Cheetah Electronics launches Rodent Shield to protect agricultural machinery from rodent damage

Written by  Mark Daniel
The Rodent Shield delivers a shock if rats and mice attempt to climb over. The Rodent Shield delivers a shock if rats and mice attempt to climb over.

With the increased arrival of technology in modern agricultural machinery, it invariably means more wiring and electronic control modules. This brings with it the risk of rodent damage when machines are in storage during the winter.

Back in the day, rat and mice control was the job of the farm cat, back up by traps and judicious use of baits. Over the years, rodents have developed a taste for electrical insulation, typically available in abundance when complex machines are in storage.

While Kiwis are credited with inventing the electric fence, Irish company Cheetah Electronics Ltd of Carlow has taken the idea on a tangent with their Rodent Shield, which consists of a low physical barrier that can be placed on the ground around the machine to be protected, delivering a shock if rats and mice try to climb over.

Rats are naturally neophobic, so don’t like new things. They will investigate slowly - in this case the Rodent Shield - and once they receive a shock, it turns to both a psychological barrier as well as a physical barrier.

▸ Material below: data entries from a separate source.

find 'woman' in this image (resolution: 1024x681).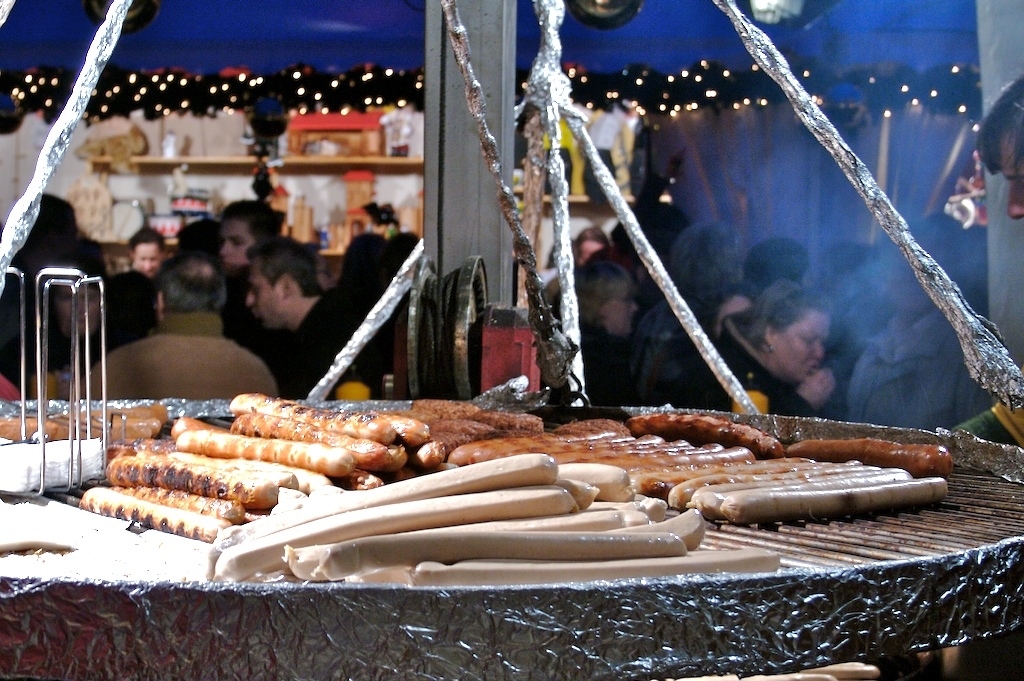
<region>668, 283, 837, 418</region>.
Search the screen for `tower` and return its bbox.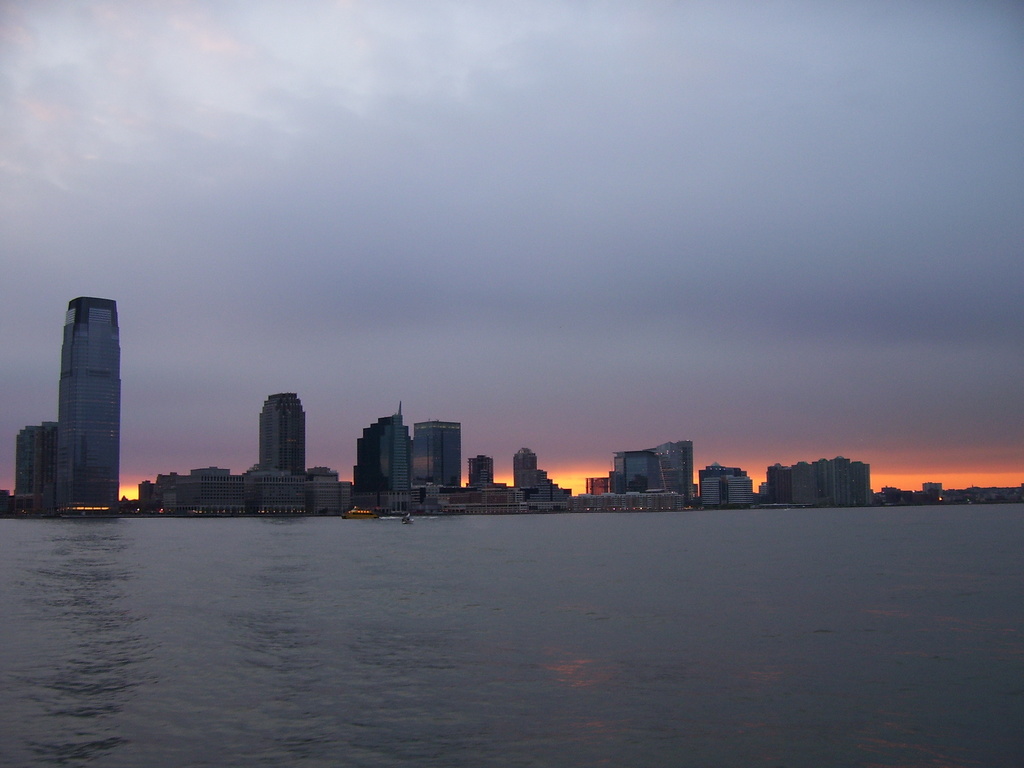
Found: pyautogui.locateOnScreen(241, 468, 301, 518).
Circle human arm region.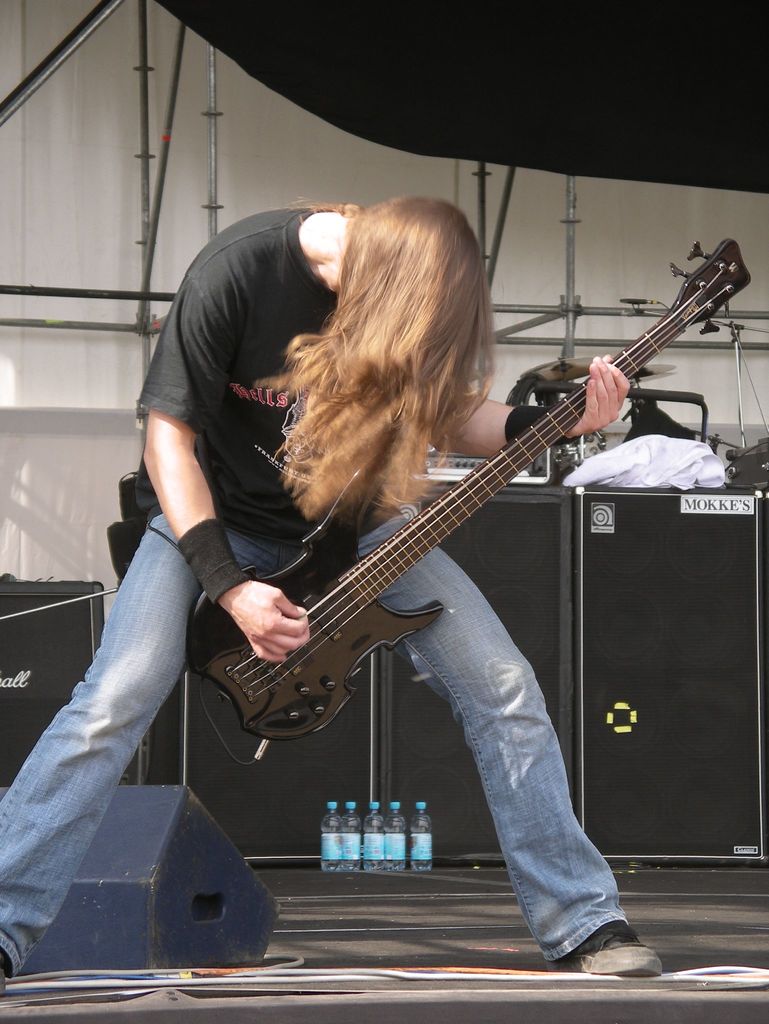
Region: [419, 351, 642, 477].
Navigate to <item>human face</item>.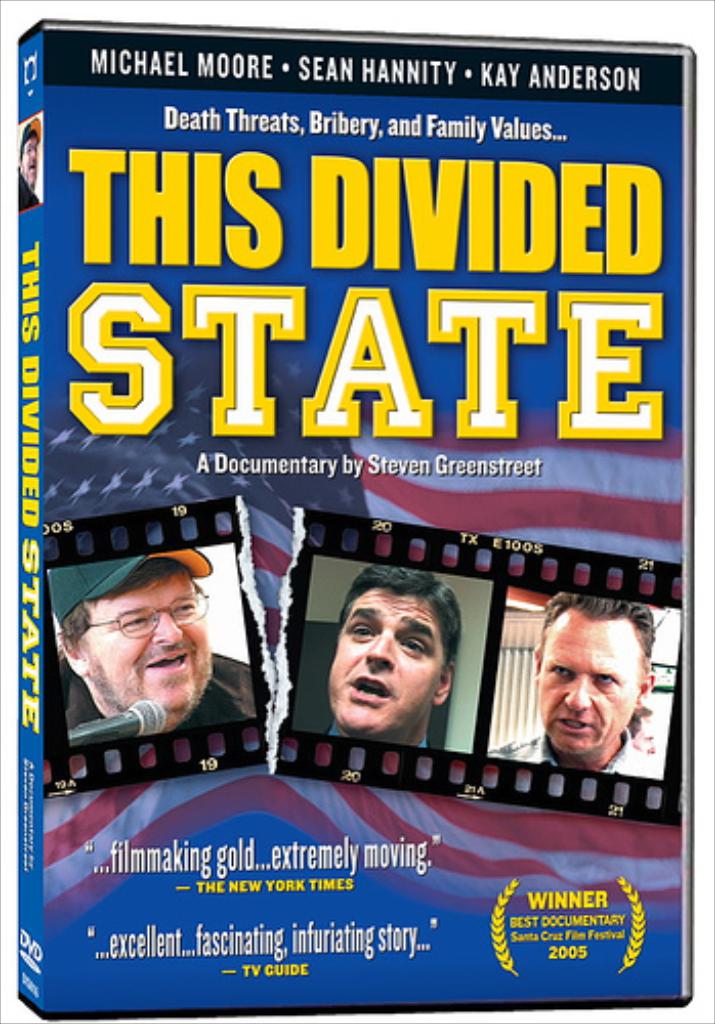
Navigation target: [left=541, top=623, right=643, bottom=756].
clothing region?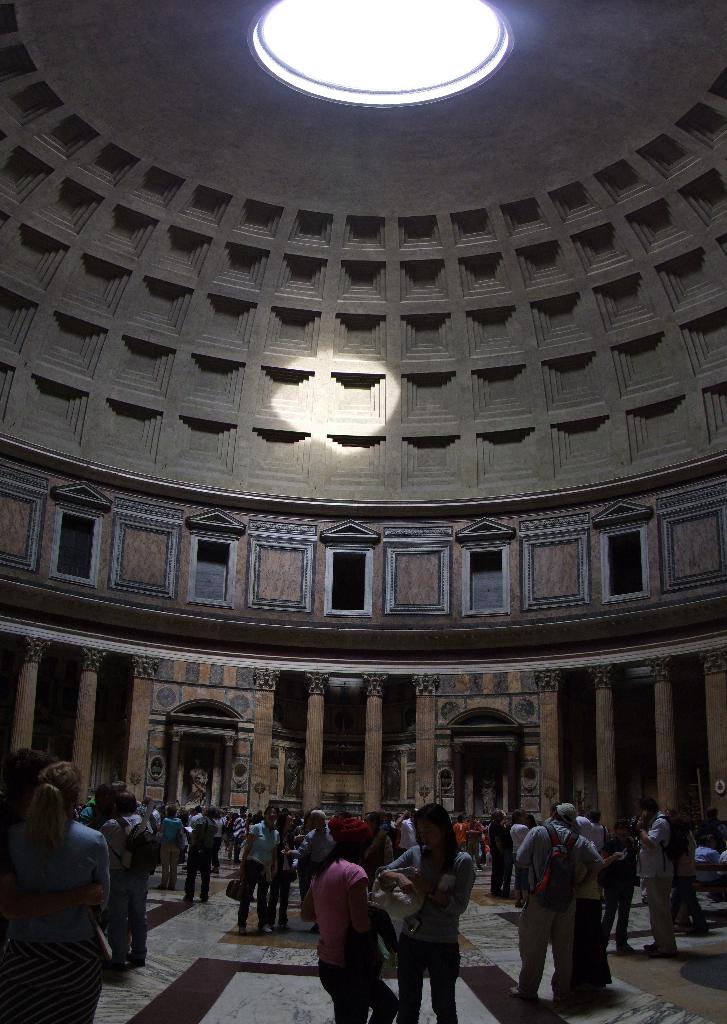
(291,820,330,908)
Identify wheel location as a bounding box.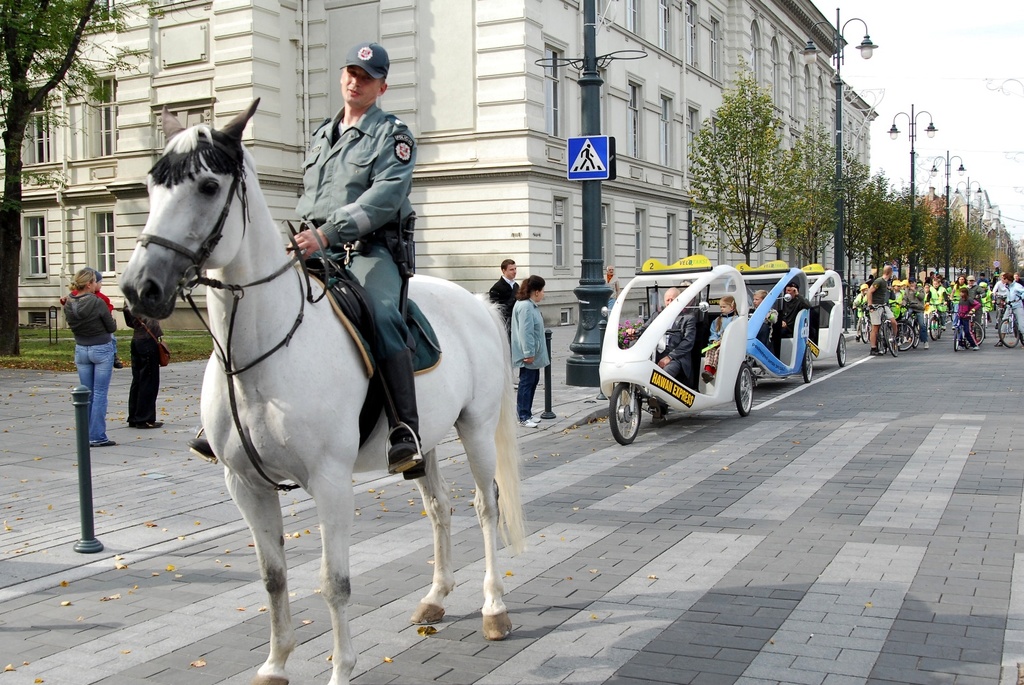
[896, 321, 914, 349].
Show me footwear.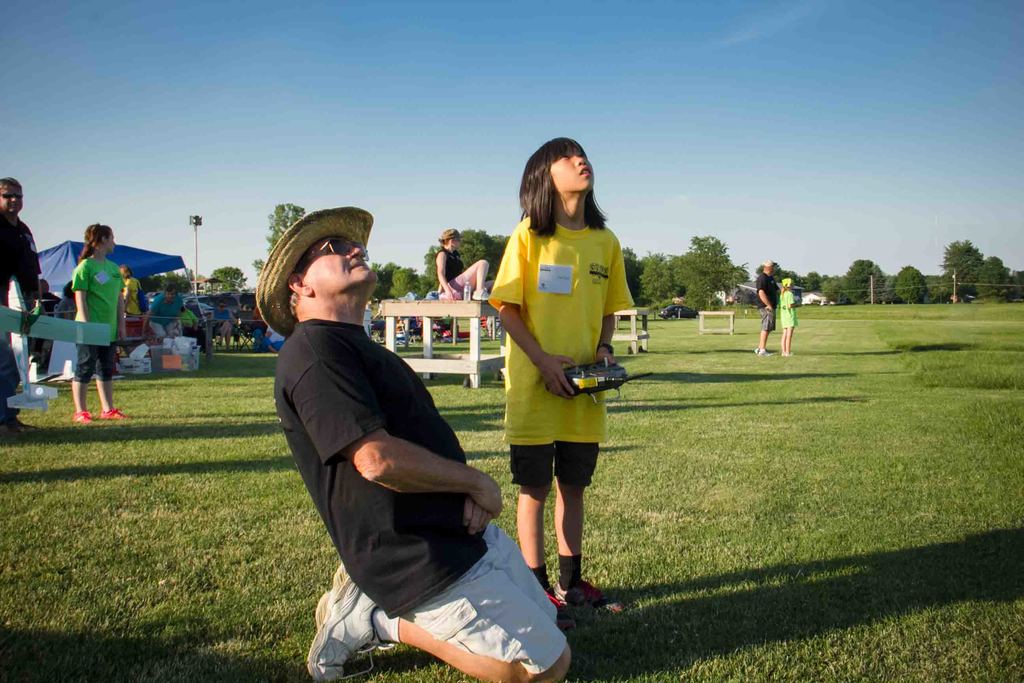
footwear is here: l=310, t=591, r=391, b=668.
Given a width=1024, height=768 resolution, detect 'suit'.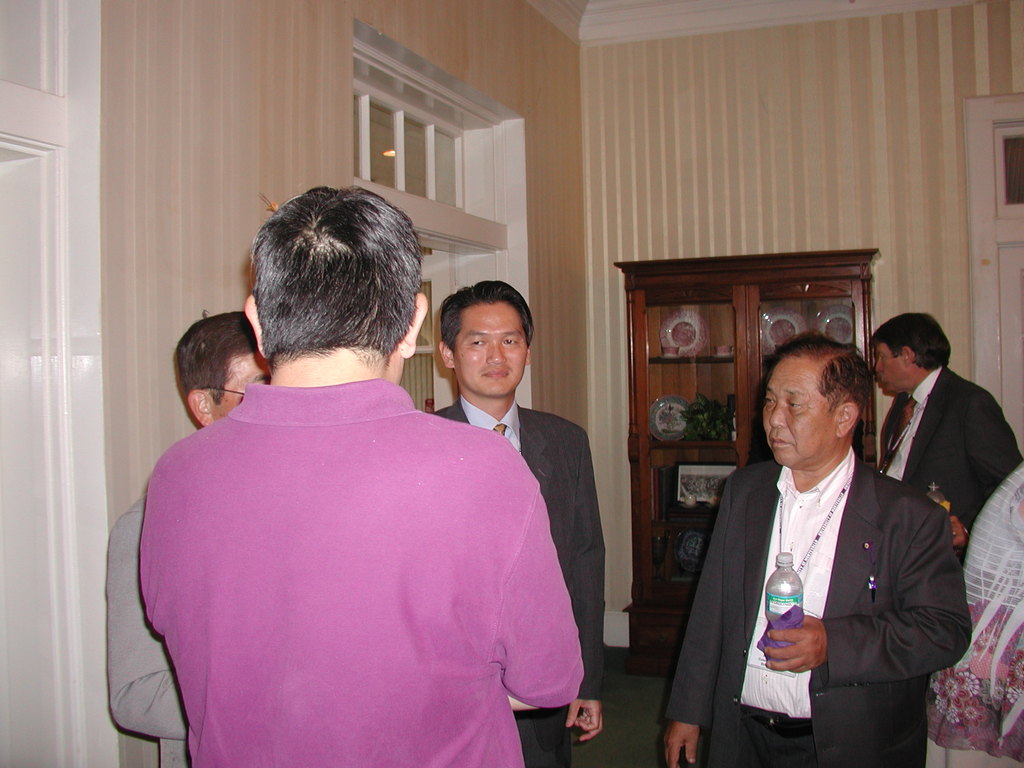
region(881, 366, 1023, 652).
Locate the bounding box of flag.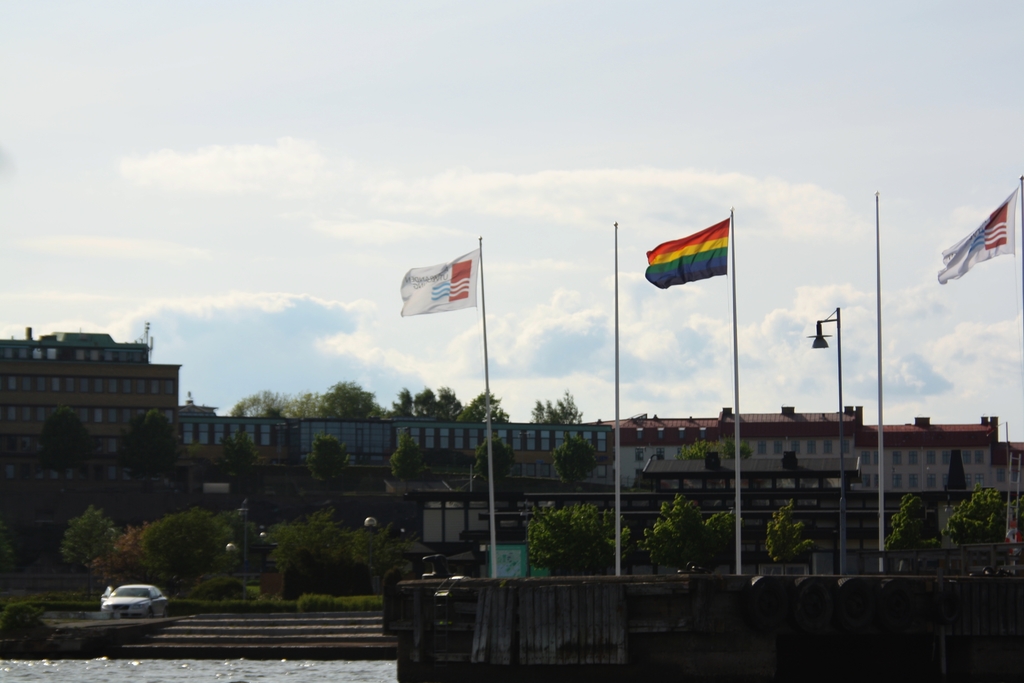
Bounding box: (402, 251, 484, 322).
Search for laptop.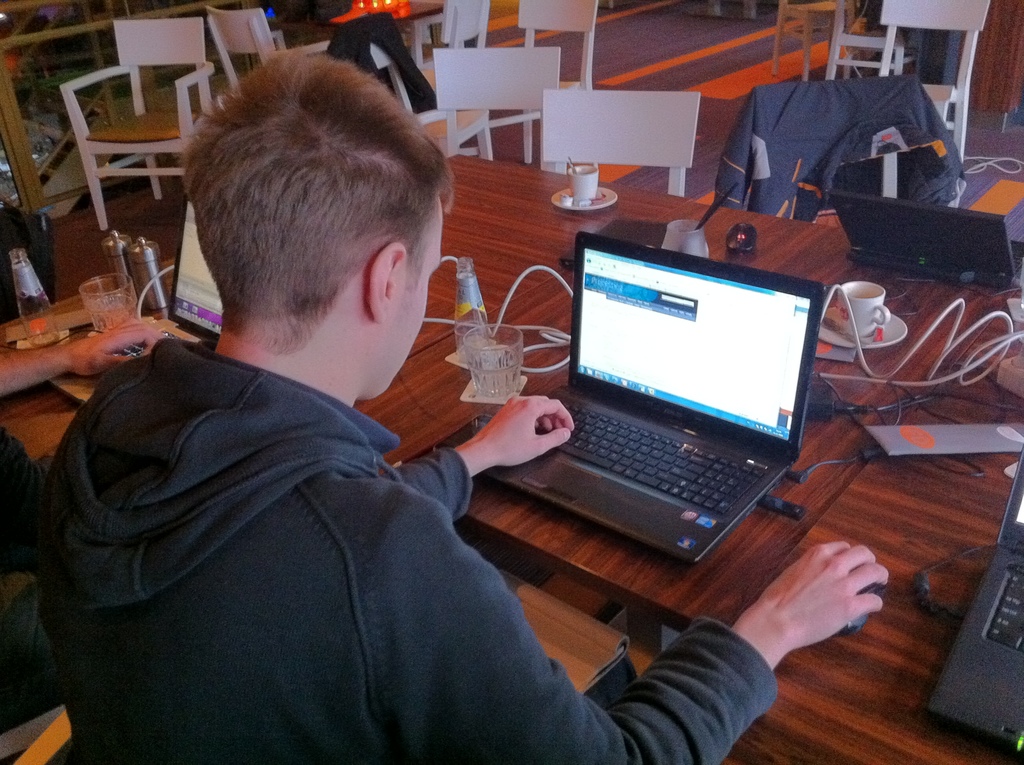
Found at [501, 223, 822, 588].
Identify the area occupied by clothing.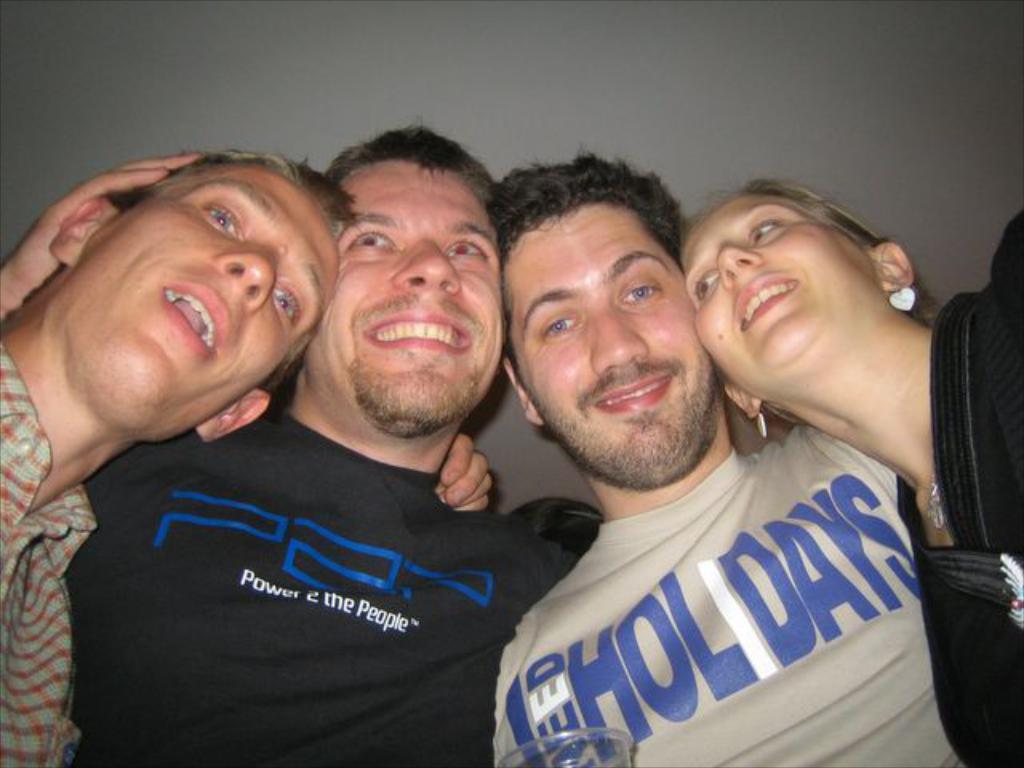
Area: (0,350,130,763).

The moulded barriers, available in one metre lengths, feature an integral positive and negative strip, with individual panels simply joined together with bolts and butterfly nuts, held upright by plastic towers, which insulate the barriers from the floor.

Taking the form of an electric fence that works at ground level, the system is easily assembled and disassembled, allowing the machine to be quickly removed from the protected area.

Power comes from a standard charger unit, with the only requirement being a reasonably flat floor, although an adjustable plastic extrusion is attached to the lower edge to fill minor gaps, which might allow mice in particular, to “squeeze” into the protected area. One can only assume that the farmyard cat will have to take care when in the area.